The Guardian 6 April, 2005

Oppose Japan as permanent member
of UN Security Council


An international petition opposing the seating of Japan as a permanent member of the UN Security Council arising from Kofi Annan's proposals to reform the United Nations Organisation has already received over 11.5 million signatures according to China's Xinhua News Agency.

The signature drive was launched after UN Secretary-General Kofi Annan appeared to back Japan for a permanent council seat as part of the most wide-ranging reforms to the world body since its creation in 1945.

The petition urges people to "speak out and vote against any procedure to grant Japan the status of a permanent member of the UN Security Council". It points out that Japan was an aggressor in World War II, destroyed and looted an astronomical amount of property and has never formally acknowledged its wrongdoing. It has never offered official apologies to those thousands of women forced into sexual slavery, the nearly one million who died in its biochemical experiments and those butchered, brutalised and enslaved when prisoners of war. Japan's leaders have refused to repent.

The on-line petition is at: http://www.alpha-la.org/petition.asp

The petition campaign is a worldwide collective movement consisting of civilian organisations from wartime victim countries — the US, South Korea, North Korea, China, Taiwan, the Philippines, the Netherlands and Japan.

Many Australians have good reasons as former POWs to oppose Japan's promotion to the position of UN permanent member. Japan's leaders have not only not acknowledged the crimes committed during WW2 but are now pushing re-militarisation and are using every opportunity to send their military forces overseas.

The Japanese government is also attempting to remove the clause in their Constitution which limits the use of Japan's military forces to self-defence. They are getting ready to again launch aggressive wars to re-establish their colonialist role in Asia and beyond.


• **EXERCISE GOAL**: Here, the job is to give back every entry below unchanged, omitting pictures.

• **EXCERPTED DATA**:
■ ■ ■

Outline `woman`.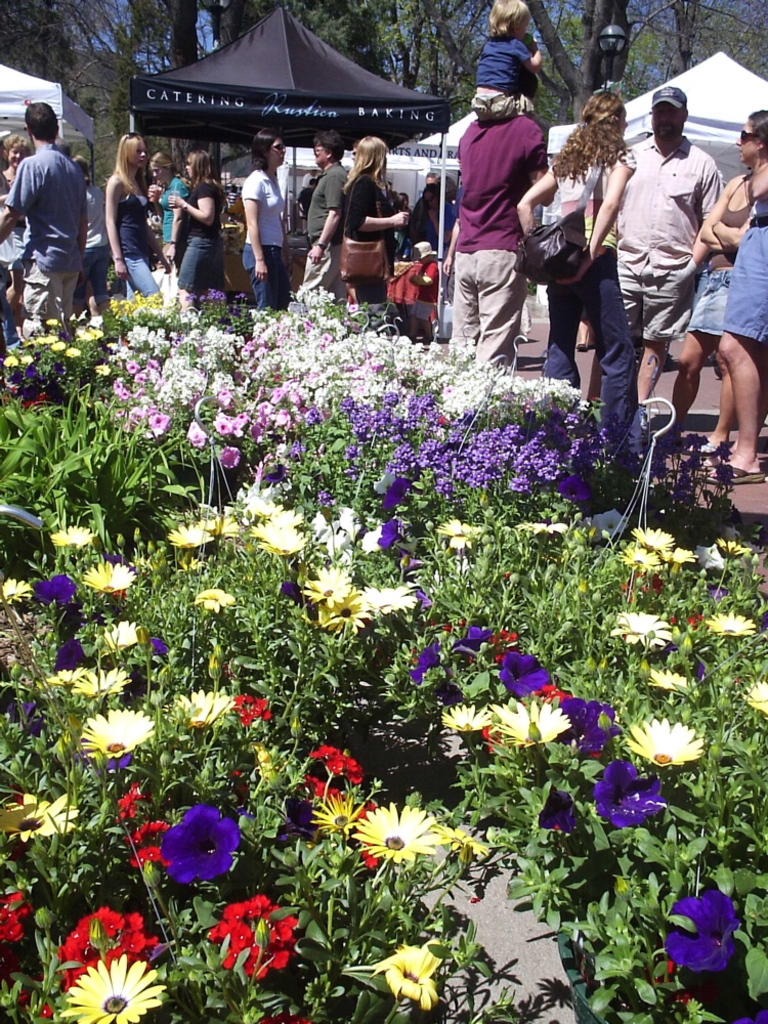
Outline: 437 172 458 213.
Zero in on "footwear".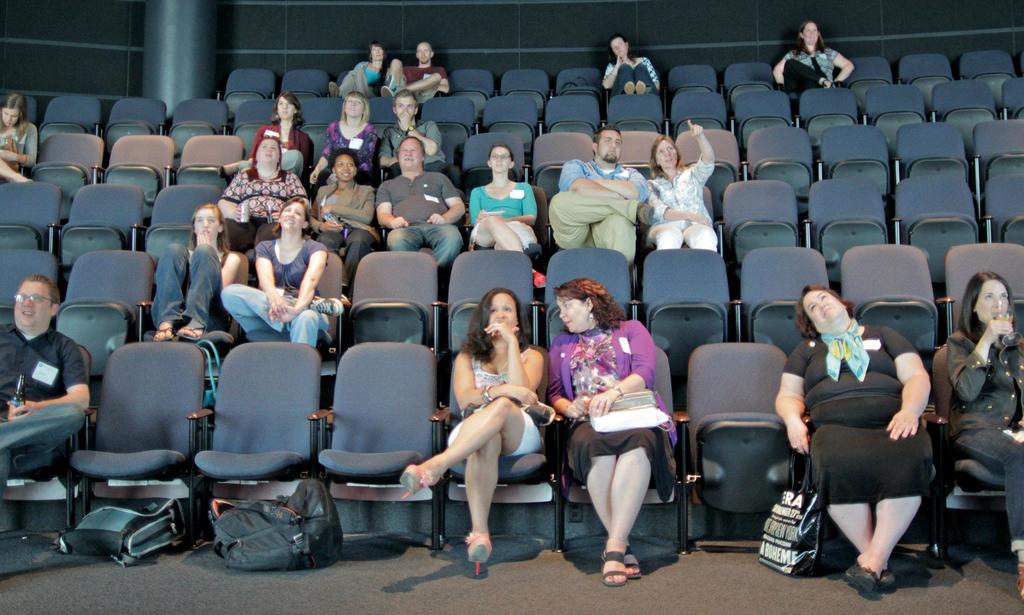
Zeroed in: [625,83,632,97].
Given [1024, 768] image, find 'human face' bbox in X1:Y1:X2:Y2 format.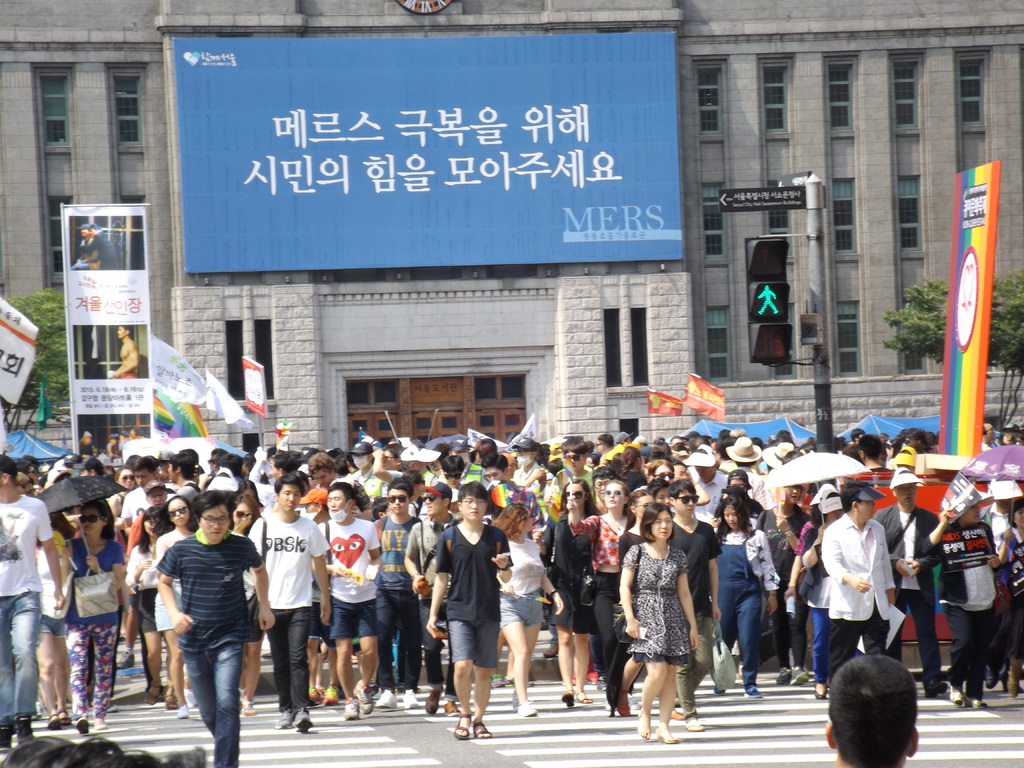
895:484:918:508.
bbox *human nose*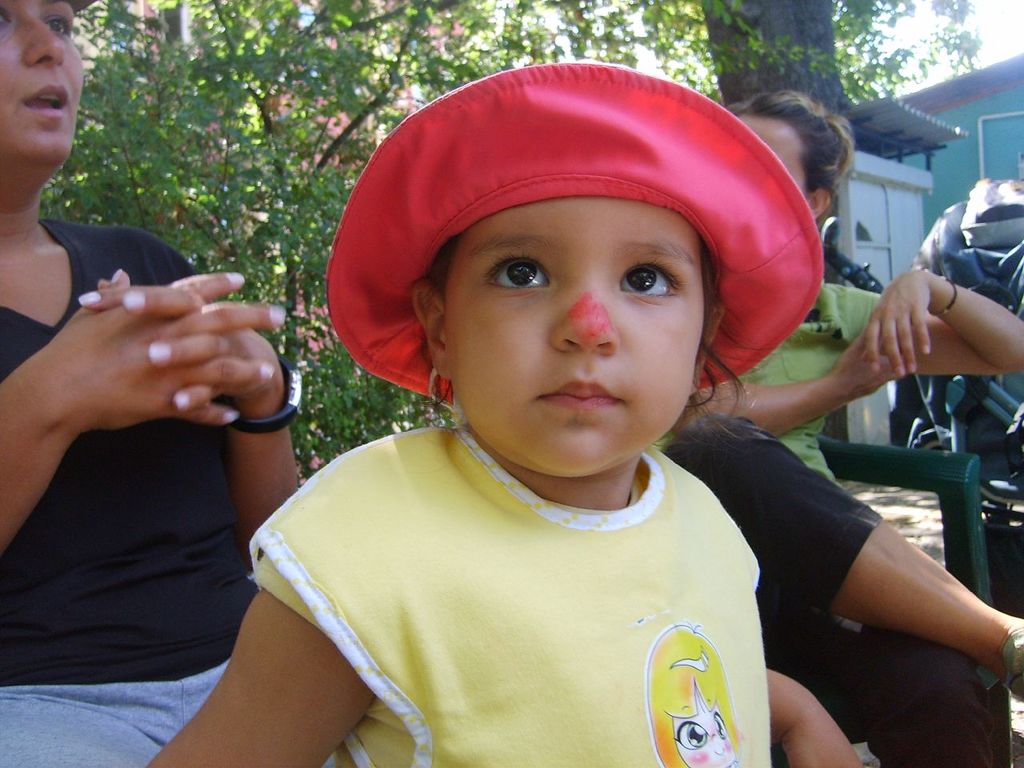
locate(19, 14, 69, 66)
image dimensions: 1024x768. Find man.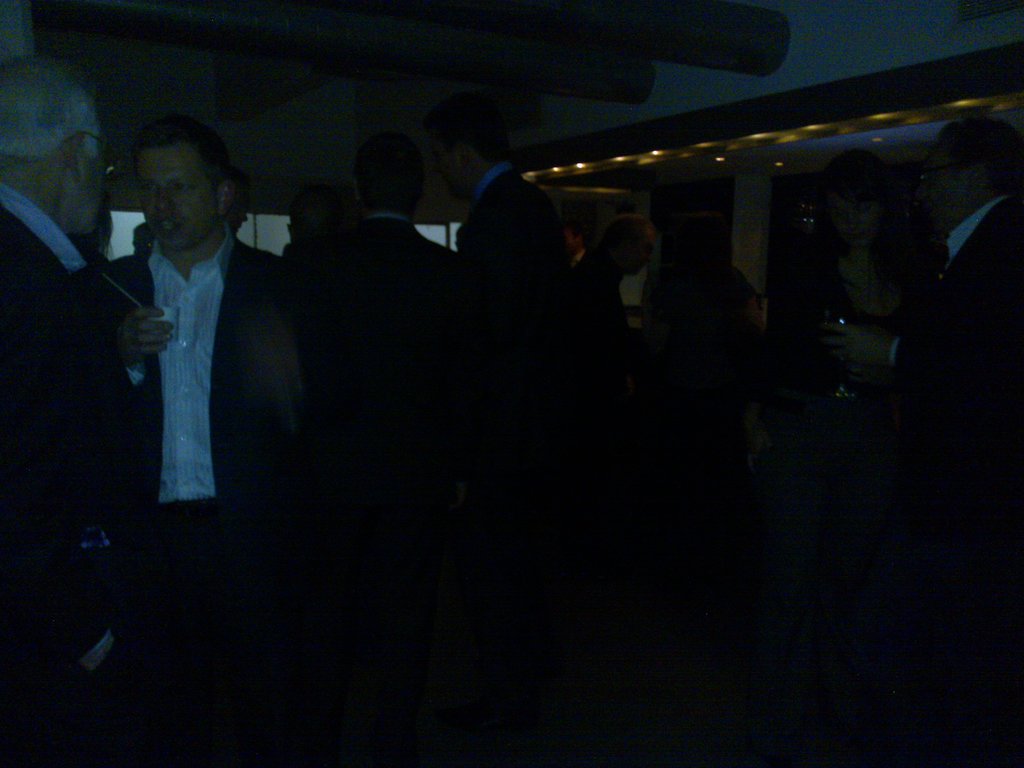
818 124 1023 385.
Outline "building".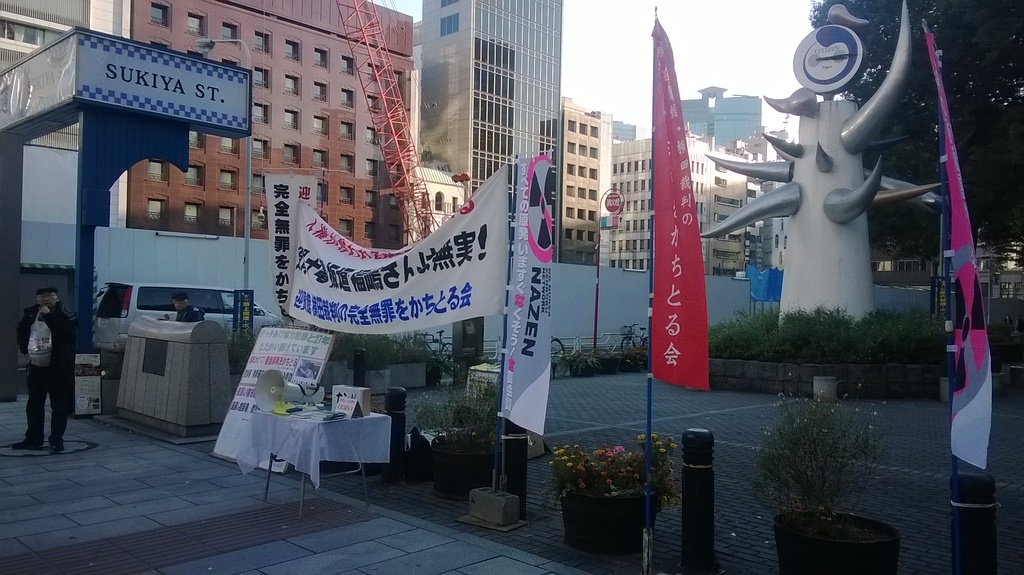
Outline: {"left": 0, "top": 0, "right": 122, "bottom": 150}.
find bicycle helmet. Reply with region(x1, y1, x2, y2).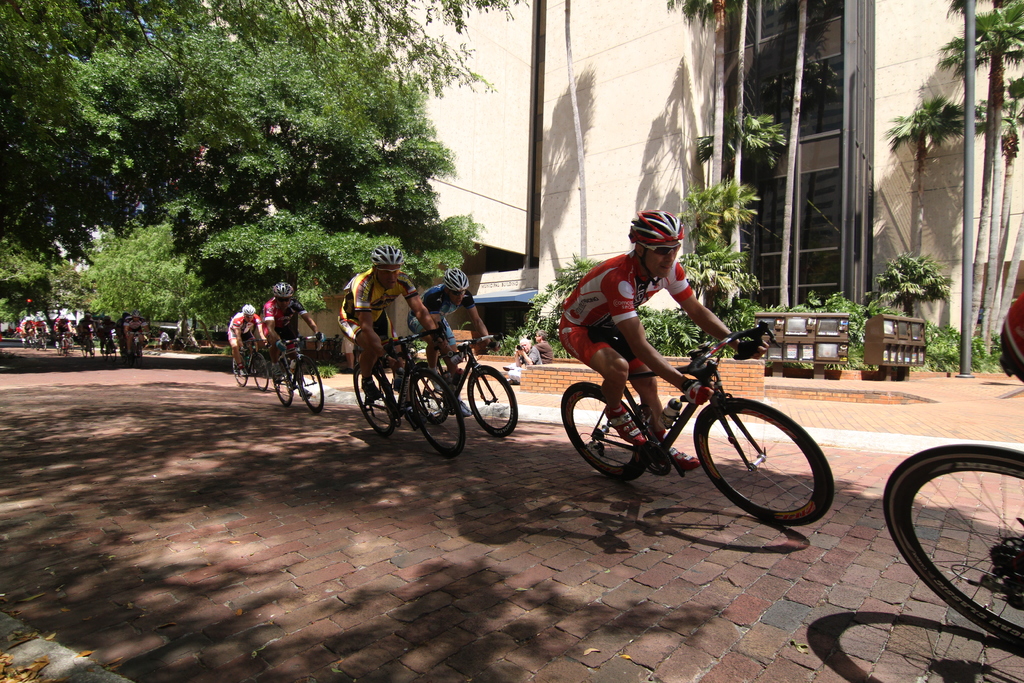
region(372, 245, 404, 265).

■ ■ ■

• **ANSWER AREA**:
Outline `woman`.
Outline: 437 172 458 213.
Zero in on "footwear".
Zeroed in: [625,83,632,97].
Given [1024, 768] image, find 'human face' bbox in X1:Y1:X2:Y2 format.
895:484:918:508.
bbox *human nose*
locate(19, 14, 69, 66)
image dimensions: 1024x768. Find man.
818 124 1023 385.
Outline "building".
Outline: {"left": 0, "top": 0, "right": 122, "bottom": 150}.
find bicycle helmet. Reply with region(x1, y1, x2, y2).
region(372, 245, 404, 265).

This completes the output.